A Death in the Family

And by “the family,” I mean the computer tech community.

And by “a death,” I mean a loss of sorts.

We’ve had a few recently.

  • Douglas Engelbart pases away: On July 3, 2013, Douglas Engelbart died at 88. Known for his famous, waaay ahead of the (tech) curve “The Mother of All Demos,” Engelbart helped change the way we thought/think about/interacted with computers and, well – frankly – information.
  • AltaVista goes offline: On July 8, 3013, AltaVista – once the go-to site for search – was no more. Bought (apparently) by Yahoo!, it became one of the casualties of Yahoo’s continued effort to make itself viable. I don’t blame the company, but it’s still sad: Before Google, there was AltaVista – really, the first search engine that was powerful. (Inktomi – which powered HotBot – was cool for a year or two).
  • WebTV death sentence announced: In early July, Microsoft announced that its WebTV property (now called MSN TV) would be shuttered Sept. 30, 2013. I was never a fan of WebTV, but I had to deal with WebTV customers for the web property I was working for in the very late 1990s, and boy, did the folks who had WebTV love it.
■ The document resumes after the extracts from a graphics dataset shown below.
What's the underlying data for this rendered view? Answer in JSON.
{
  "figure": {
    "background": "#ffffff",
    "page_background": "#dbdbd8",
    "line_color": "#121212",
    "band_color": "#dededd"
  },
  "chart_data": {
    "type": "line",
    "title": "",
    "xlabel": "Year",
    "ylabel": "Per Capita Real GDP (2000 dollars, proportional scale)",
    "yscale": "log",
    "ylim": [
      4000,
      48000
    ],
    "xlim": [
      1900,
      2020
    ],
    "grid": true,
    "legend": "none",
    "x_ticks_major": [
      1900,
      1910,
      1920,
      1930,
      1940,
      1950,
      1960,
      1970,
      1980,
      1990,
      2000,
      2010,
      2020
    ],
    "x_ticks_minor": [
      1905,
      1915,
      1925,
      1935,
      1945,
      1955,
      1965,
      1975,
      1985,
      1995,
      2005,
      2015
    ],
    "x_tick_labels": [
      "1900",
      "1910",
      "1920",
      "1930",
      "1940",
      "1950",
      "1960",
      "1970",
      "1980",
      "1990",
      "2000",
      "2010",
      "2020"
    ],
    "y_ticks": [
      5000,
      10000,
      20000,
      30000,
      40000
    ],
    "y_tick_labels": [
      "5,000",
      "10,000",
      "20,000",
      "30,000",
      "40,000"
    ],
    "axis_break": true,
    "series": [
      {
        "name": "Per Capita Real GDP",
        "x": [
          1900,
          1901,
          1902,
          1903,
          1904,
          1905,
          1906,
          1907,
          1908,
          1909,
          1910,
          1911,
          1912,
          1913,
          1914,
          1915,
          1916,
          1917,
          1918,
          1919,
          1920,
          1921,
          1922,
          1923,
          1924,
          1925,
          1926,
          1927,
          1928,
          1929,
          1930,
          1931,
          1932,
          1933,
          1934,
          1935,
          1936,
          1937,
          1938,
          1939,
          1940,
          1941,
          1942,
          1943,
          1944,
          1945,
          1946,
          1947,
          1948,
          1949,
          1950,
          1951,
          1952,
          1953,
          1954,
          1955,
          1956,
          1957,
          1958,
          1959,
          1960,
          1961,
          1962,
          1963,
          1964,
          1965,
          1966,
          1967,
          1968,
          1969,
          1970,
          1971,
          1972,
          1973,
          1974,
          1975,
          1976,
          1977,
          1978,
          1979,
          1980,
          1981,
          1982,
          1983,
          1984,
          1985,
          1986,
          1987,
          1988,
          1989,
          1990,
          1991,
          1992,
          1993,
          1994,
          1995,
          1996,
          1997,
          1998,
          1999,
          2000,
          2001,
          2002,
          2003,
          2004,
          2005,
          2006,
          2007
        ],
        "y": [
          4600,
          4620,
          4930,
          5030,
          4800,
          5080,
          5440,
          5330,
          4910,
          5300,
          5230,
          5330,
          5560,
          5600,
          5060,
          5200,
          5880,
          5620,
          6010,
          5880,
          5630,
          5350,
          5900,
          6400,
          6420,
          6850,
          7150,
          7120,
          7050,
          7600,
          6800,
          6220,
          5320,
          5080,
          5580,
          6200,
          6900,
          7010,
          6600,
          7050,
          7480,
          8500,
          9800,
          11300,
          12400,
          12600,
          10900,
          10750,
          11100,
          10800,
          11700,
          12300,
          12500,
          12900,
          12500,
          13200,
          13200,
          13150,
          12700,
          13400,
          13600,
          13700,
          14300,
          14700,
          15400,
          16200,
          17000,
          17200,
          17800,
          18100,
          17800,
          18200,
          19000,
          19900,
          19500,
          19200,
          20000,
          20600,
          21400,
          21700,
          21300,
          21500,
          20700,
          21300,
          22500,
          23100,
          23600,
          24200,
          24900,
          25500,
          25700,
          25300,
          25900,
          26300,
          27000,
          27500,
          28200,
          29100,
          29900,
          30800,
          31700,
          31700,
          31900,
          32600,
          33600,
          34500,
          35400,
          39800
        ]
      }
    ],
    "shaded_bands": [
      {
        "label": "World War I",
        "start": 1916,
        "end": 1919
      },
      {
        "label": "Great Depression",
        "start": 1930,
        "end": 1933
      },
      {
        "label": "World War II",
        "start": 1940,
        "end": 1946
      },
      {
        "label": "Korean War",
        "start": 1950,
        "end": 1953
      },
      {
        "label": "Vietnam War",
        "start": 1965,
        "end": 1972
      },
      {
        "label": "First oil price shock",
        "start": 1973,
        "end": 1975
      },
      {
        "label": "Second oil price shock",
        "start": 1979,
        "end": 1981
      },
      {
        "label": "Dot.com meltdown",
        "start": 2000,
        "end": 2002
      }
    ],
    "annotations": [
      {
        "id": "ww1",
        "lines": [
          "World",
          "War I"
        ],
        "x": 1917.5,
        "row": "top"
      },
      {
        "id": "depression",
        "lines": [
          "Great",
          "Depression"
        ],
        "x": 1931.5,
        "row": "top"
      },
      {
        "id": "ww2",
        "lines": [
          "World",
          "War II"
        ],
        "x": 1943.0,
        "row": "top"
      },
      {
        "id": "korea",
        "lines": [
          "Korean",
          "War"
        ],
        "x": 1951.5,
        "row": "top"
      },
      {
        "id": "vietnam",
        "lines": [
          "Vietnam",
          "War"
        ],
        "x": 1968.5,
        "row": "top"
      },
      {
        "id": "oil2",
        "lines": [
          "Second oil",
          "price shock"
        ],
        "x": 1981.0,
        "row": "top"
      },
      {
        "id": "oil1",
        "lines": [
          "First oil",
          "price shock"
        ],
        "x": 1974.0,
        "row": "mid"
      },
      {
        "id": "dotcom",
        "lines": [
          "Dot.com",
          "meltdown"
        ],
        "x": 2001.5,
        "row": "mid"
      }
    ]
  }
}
Mainly (from my conversations), male retirees, but they had no use for a computer, and if other sites worked on their WebTV, then dammit!, so should our site (they had a point…). Yet WebTV never really caught on – at the time I was dealing with the WebTV customers, our site was getting more traffic from Lynx – a text-based browser (mainly *nix) – than WebTV. Whatever. In a short while, it’ll join Netscape, Mosaic and other broswers in software heaven. But honestly – if you heard this announcement, wasn’t your first thought, “Wait – WebTV’s still around??”
  • PCWorld magazine exits prints: In another one of those “it’s still around?” moments, PCWorld magazine has announced that the August 2013 issue will be its last print edition, as it focuses on its website and digital edition. No surprise, but just the end of an era. PCW was the biggest of the computer magazines, and lasted way longer than most could have expected. Does anyone under 45 or so even recognize IDG or Ziff-Davis as magazine publishers?*

The computer world is relatively young. Whether you mark its beginning in the 1940s with ENIAC and Bletchly Park – WWII efforts, or the advent of Unix/C in the early 1970s (and resulting mainframes/heavy iron), or even the advent of the personal computer/internet in 1980s & 1990s – the computer industry is young.
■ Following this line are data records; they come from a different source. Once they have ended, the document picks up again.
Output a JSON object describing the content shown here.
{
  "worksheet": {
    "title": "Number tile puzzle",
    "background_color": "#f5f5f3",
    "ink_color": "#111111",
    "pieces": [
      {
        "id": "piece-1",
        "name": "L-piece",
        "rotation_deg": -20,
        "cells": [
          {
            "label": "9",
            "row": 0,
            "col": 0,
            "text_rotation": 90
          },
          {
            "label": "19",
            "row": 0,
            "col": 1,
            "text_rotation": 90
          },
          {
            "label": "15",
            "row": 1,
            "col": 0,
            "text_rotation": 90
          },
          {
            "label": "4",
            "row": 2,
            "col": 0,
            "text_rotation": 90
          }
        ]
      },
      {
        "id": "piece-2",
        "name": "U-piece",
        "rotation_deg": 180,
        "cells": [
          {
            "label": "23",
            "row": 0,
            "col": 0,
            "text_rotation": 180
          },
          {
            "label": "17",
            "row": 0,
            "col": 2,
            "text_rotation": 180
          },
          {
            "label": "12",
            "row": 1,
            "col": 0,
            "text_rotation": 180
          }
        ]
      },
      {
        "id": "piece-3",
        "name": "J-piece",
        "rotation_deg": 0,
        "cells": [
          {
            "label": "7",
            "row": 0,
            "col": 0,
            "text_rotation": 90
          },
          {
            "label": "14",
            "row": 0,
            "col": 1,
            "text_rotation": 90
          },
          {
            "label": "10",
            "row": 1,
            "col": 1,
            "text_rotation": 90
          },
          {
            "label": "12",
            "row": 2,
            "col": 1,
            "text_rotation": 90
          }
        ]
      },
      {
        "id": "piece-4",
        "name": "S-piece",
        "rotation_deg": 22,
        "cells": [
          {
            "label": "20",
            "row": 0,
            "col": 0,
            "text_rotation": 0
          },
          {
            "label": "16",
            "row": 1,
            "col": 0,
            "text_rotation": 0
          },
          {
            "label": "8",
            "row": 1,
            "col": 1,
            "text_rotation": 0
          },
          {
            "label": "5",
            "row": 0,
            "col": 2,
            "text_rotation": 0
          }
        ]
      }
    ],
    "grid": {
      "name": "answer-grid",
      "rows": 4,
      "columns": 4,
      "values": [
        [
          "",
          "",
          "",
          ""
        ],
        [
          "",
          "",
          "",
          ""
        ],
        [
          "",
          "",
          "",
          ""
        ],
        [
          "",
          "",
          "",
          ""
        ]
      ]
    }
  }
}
While the industry is growing like kudzu, it still takes some time to where it’s so old that one notices the passing of entrenched players, be they tech, software, people or protocols (remember GOPHER??). We’re getting to that critical mass, which is why the passings noted above are, well, notable.


* Cynical bonus questions: Does anyone under 45 recognize what physical magazines are/were? Do they read same as dead-tree editions?